Those are in fact the core issues for Aboriginal Australians. The deaths in custody is what the media focus on however, because that's a very simplified way of framing the narrative, with clear heroes and villains and a simple solution: "just don't kill them".
However they've had multiple royal commissions into those deaths over the last 30+ years and the death rate for Aboriginal Australians in custody is actually, surprise, lower than for white people in custody. That's because the people who are managing those prisons are completely aware that if a black person dies in custody that's going to be national news, i.e. they're totally on top of that, whereas if you're white and die in custody, well when's the last time you even heard about something like that? it happens overall more frequently than black ones but they don't get reported. White people who die in custody in Australia apparently aren't newsworthy, a quirk of how the media narrative works here, and the prison authorities are aware of that, so they clearly over-focus on preventing the ones that are going to be the PR disaster if the occur.

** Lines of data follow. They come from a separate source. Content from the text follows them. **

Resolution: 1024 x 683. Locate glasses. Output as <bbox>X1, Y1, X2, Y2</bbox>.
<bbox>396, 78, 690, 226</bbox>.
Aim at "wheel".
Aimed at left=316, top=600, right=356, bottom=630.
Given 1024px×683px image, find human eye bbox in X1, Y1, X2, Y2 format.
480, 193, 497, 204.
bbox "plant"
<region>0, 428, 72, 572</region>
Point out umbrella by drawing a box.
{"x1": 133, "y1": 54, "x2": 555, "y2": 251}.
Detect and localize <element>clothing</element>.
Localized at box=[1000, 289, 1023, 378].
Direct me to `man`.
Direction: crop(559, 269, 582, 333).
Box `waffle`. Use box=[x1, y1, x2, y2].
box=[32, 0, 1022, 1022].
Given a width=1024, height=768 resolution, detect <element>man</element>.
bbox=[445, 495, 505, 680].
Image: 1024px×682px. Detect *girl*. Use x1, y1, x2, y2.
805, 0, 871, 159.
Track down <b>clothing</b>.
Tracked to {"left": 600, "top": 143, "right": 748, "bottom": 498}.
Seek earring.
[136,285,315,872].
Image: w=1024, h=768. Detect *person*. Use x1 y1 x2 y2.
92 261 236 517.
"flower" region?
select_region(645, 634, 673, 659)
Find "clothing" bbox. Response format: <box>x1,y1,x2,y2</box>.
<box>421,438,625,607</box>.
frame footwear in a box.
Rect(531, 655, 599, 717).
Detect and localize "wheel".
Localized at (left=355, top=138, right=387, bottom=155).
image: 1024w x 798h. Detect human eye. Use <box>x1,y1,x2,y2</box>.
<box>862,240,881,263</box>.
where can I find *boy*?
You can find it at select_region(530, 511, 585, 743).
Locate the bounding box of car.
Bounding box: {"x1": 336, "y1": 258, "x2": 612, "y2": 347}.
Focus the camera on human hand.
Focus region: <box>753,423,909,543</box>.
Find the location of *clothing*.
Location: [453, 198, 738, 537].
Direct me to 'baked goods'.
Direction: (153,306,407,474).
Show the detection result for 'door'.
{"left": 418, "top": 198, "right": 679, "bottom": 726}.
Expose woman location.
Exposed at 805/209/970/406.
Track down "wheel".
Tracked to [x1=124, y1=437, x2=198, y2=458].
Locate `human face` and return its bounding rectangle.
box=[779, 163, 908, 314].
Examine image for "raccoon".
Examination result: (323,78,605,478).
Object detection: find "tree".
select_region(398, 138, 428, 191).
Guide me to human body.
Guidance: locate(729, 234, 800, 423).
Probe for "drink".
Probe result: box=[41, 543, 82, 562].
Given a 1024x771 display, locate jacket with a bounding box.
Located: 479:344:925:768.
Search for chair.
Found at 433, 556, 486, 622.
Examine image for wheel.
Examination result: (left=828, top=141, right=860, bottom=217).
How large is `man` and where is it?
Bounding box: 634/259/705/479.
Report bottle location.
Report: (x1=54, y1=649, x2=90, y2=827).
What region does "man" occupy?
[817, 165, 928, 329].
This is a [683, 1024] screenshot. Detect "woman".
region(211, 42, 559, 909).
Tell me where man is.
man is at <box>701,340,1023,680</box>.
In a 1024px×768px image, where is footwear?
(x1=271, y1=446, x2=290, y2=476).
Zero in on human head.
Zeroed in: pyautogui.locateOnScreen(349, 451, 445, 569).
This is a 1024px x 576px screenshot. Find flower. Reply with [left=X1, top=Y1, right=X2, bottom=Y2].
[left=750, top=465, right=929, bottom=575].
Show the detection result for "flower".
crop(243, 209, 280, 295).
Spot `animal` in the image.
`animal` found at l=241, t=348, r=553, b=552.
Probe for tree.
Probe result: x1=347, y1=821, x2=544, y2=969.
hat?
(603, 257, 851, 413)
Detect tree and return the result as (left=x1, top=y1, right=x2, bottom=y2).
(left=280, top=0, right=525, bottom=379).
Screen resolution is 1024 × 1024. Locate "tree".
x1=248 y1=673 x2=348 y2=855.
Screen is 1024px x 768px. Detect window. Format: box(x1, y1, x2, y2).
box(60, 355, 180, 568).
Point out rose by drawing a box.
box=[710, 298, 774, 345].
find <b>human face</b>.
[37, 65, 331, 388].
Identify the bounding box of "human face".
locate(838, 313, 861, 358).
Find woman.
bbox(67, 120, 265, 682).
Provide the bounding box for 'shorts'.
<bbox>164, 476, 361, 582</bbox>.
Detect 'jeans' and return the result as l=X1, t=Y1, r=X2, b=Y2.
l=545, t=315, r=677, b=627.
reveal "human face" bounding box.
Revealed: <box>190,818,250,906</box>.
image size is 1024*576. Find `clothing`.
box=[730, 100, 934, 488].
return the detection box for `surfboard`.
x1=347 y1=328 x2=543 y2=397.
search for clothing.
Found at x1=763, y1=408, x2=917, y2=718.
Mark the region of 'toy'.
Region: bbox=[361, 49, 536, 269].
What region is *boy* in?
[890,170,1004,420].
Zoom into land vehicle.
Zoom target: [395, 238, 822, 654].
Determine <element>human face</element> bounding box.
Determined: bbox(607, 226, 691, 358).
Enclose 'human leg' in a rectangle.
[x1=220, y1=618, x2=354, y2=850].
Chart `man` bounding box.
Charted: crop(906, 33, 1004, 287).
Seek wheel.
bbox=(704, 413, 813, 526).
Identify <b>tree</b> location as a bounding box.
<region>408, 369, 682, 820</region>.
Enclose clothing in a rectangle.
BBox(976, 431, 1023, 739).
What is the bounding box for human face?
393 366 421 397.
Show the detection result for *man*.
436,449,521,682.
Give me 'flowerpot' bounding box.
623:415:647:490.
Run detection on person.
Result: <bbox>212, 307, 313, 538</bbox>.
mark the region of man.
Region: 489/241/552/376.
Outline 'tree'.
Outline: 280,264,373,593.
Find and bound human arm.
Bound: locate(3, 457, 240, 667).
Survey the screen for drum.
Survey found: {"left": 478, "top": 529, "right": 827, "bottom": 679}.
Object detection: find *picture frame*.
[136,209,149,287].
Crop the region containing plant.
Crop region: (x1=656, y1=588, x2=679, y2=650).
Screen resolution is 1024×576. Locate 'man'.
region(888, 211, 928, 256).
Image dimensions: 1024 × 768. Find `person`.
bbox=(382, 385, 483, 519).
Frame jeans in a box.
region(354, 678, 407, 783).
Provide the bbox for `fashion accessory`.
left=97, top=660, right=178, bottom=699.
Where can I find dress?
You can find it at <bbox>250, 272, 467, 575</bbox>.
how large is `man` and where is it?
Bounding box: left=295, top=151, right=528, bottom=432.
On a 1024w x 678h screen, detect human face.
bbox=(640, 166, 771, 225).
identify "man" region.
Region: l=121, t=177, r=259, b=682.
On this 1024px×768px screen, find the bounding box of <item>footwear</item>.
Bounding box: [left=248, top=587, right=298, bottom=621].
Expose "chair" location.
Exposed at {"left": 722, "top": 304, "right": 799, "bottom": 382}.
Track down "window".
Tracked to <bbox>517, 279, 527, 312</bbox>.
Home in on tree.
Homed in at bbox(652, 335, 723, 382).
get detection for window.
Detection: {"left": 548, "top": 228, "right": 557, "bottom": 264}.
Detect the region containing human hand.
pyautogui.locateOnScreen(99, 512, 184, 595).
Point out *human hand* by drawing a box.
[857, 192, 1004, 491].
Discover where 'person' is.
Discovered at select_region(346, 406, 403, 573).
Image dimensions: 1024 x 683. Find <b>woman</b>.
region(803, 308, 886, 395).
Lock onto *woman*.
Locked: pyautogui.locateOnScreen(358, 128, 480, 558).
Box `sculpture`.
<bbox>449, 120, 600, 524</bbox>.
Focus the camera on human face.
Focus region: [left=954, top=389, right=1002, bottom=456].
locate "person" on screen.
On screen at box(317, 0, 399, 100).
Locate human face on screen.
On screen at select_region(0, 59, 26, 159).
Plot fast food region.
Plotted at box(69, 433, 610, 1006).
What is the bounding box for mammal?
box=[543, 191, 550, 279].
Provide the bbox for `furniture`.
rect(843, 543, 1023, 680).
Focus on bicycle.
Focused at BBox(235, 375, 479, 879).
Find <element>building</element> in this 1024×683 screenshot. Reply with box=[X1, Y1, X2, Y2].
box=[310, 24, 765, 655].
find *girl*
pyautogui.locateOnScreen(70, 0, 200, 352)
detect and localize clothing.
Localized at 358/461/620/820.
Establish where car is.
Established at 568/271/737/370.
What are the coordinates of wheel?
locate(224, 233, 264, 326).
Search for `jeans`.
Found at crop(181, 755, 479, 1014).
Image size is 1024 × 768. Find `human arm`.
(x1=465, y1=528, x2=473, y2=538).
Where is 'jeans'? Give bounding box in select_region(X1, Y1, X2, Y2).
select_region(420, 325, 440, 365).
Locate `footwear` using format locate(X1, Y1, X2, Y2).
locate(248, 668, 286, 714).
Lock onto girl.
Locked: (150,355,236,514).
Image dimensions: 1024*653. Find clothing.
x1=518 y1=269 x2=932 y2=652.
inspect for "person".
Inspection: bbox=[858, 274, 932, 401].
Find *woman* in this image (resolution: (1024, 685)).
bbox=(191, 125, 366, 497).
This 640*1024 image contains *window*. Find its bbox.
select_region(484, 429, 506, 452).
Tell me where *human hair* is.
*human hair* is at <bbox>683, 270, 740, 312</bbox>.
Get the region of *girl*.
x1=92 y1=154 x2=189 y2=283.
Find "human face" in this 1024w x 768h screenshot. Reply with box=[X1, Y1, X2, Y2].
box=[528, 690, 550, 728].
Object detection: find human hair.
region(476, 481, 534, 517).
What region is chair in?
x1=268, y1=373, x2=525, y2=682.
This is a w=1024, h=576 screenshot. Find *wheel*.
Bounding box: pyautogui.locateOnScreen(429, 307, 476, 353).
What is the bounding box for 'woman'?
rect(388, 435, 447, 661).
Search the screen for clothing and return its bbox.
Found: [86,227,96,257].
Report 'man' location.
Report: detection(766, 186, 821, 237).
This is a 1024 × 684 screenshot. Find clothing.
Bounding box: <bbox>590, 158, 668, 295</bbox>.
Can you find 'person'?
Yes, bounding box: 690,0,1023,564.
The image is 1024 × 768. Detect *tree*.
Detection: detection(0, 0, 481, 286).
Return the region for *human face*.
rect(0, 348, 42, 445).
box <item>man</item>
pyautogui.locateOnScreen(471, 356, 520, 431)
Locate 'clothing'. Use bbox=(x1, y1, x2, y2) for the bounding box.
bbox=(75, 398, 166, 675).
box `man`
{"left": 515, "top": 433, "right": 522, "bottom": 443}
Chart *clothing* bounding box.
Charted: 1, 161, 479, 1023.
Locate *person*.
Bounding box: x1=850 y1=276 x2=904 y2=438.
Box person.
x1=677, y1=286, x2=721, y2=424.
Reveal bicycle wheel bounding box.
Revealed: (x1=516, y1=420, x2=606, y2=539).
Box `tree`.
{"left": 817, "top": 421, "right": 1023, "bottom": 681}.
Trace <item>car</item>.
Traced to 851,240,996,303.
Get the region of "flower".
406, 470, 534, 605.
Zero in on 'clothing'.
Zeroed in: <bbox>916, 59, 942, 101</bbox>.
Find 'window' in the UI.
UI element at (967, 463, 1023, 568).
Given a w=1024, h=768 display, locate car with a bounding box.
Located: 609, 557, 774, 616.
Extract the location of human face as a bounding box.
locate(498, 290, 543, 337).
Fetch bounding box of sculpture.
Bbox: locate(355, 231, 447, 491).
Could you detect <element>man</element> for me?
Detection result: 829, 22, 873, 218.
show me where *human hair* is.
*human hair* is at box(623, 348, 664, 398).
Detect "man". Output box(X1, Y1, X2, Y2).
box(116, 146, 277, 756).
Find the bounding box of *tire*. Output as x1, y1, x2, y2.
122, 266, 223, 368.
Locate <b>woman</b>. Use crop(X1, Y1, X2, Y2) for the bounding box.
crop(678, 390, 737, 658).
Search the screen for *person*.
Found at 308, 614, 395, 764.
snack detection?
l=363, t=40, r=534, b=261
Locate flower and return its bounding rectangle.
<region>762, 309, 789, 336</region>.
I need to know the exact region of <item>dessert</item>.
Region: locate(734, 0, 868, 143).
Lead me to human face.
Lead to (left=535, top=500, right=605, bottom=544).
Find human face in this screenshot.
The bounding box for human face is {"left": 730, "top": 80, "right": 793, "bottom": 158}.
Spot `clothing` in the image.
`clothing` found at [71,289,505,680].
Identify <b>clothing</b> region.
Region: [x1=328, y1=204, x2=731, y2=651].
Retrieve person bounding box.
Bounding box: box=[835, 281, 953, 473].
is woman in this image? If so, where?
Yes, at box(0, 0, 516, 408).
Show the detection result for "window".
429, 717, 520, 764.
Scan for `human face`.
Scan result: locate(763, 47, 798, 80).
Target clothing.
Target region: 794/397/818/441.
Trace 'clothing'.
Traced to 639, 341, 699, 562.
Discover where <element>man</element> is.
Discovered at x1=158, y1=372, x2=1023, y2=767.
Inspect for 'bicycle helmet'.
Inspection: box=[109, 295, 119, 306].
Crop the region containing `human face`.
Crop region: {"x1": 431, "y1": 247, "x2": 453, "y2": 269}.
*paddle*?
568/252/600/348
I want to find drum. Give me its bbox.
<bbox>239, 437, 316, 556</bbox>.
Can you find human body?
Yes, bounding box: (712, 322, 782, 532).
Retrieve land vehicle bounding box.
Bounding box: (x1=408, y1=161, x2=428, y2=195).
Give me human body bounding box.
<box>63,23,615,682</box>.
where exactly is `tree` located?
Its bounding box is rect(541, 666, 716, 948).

The focus on the death in custody thing is therefore a massive societal cop-out to avoid having to deal with all the problems you listed, which would actually require the entire society to look inwards, whereas the narrow "death in custody" thing allows us to assign blame for one profession for the whole problem. A black person dies in custody and we all tut-tut and say "someone" should do something about that. Someone who isn't us, basically. So the media fixation on that one thing actually serves to sweep those bigger problems you mentioned under the rug, by focusing on the idea that law enforcement are just big meanies, and that's the entire problem.
And that brings up another question. Is the focus on the role of the police overly narrow? Are they to some extent being used as a scapegoat for problems that are in fact the responsibility of society as a whole. It's a convenient cop-out to just say get rid of the police and therefore all problems for black people would go away. While it's obviously horrible that some cops kill black people, the vast majority of black people who are killed are not killed by police, and there may not be a specific reason to think that would get any better without police around.